RECORDS SUPPLIED:
____
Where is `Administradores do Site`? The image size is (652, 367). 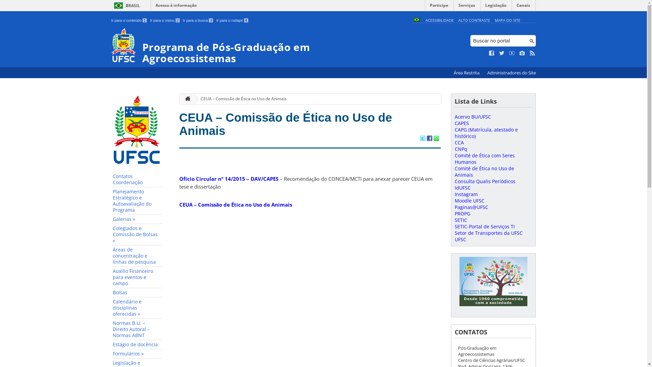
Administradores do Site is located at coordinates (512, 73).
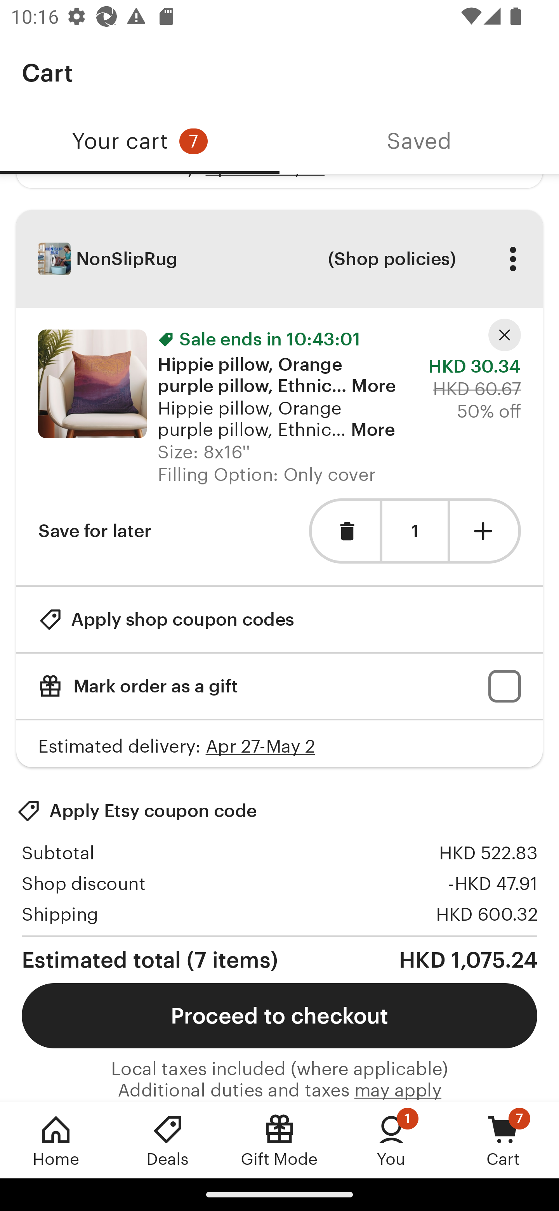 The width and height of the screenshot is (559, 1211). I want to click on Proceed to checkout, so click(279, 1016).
____
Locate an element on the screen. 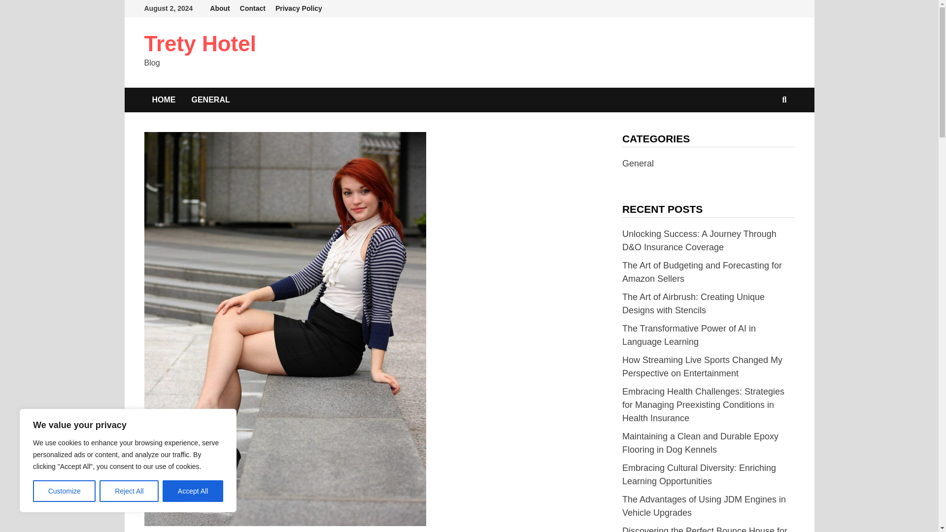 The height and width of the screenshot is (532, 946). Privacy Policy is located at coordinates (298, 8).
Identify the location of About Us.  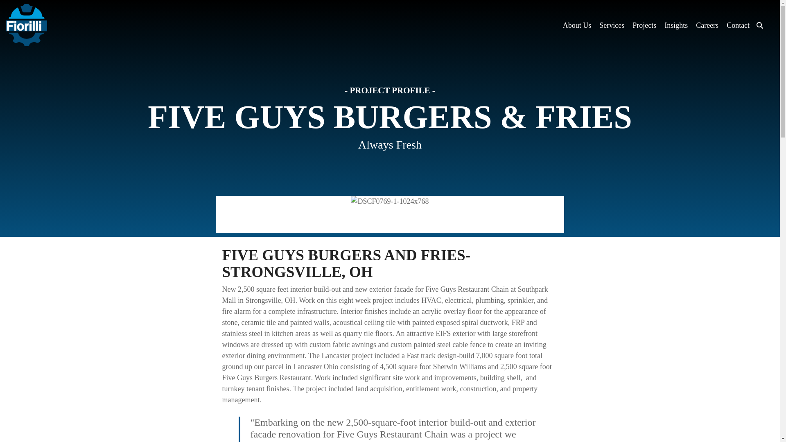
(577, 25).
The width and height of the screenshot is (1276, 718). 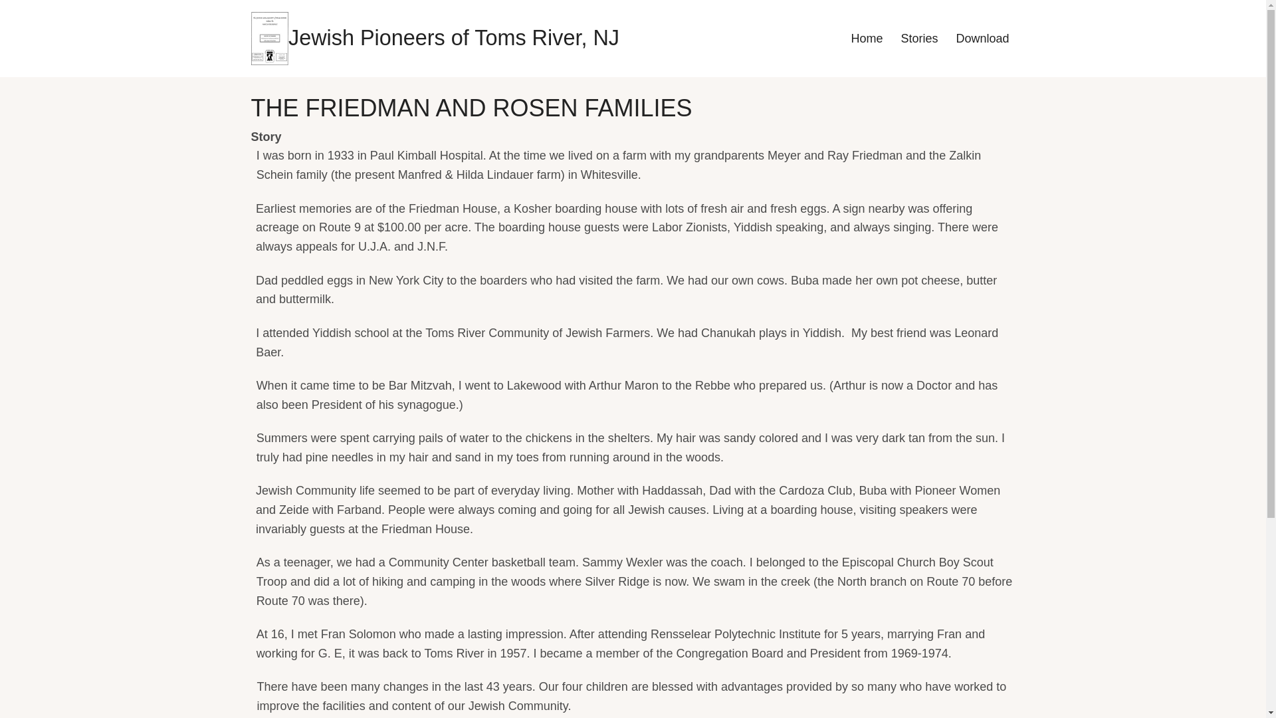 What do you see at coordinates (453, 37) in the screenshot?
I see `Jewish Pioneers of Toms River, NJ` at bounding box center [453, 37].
____
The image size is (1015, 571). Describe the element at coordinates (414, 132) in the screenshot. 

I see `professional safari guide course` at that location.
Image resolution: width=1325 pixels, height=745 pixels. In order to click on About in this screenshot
____
WHAT TO WORK ON:
From the records above, print exactly the lines that run from the line with "The image size is (1015, 571)." to the line with "Image resolution: width=1325", inclusive.

RESPONSE AREA:
The image size is (1015, 571). Describe the element at coordinates (414, 132) in the screenshot. 

I see `professional safari guide course` at that location.
Image resolution: width=1325 pixels, height=745 pixels. In order to click on About in this screenshot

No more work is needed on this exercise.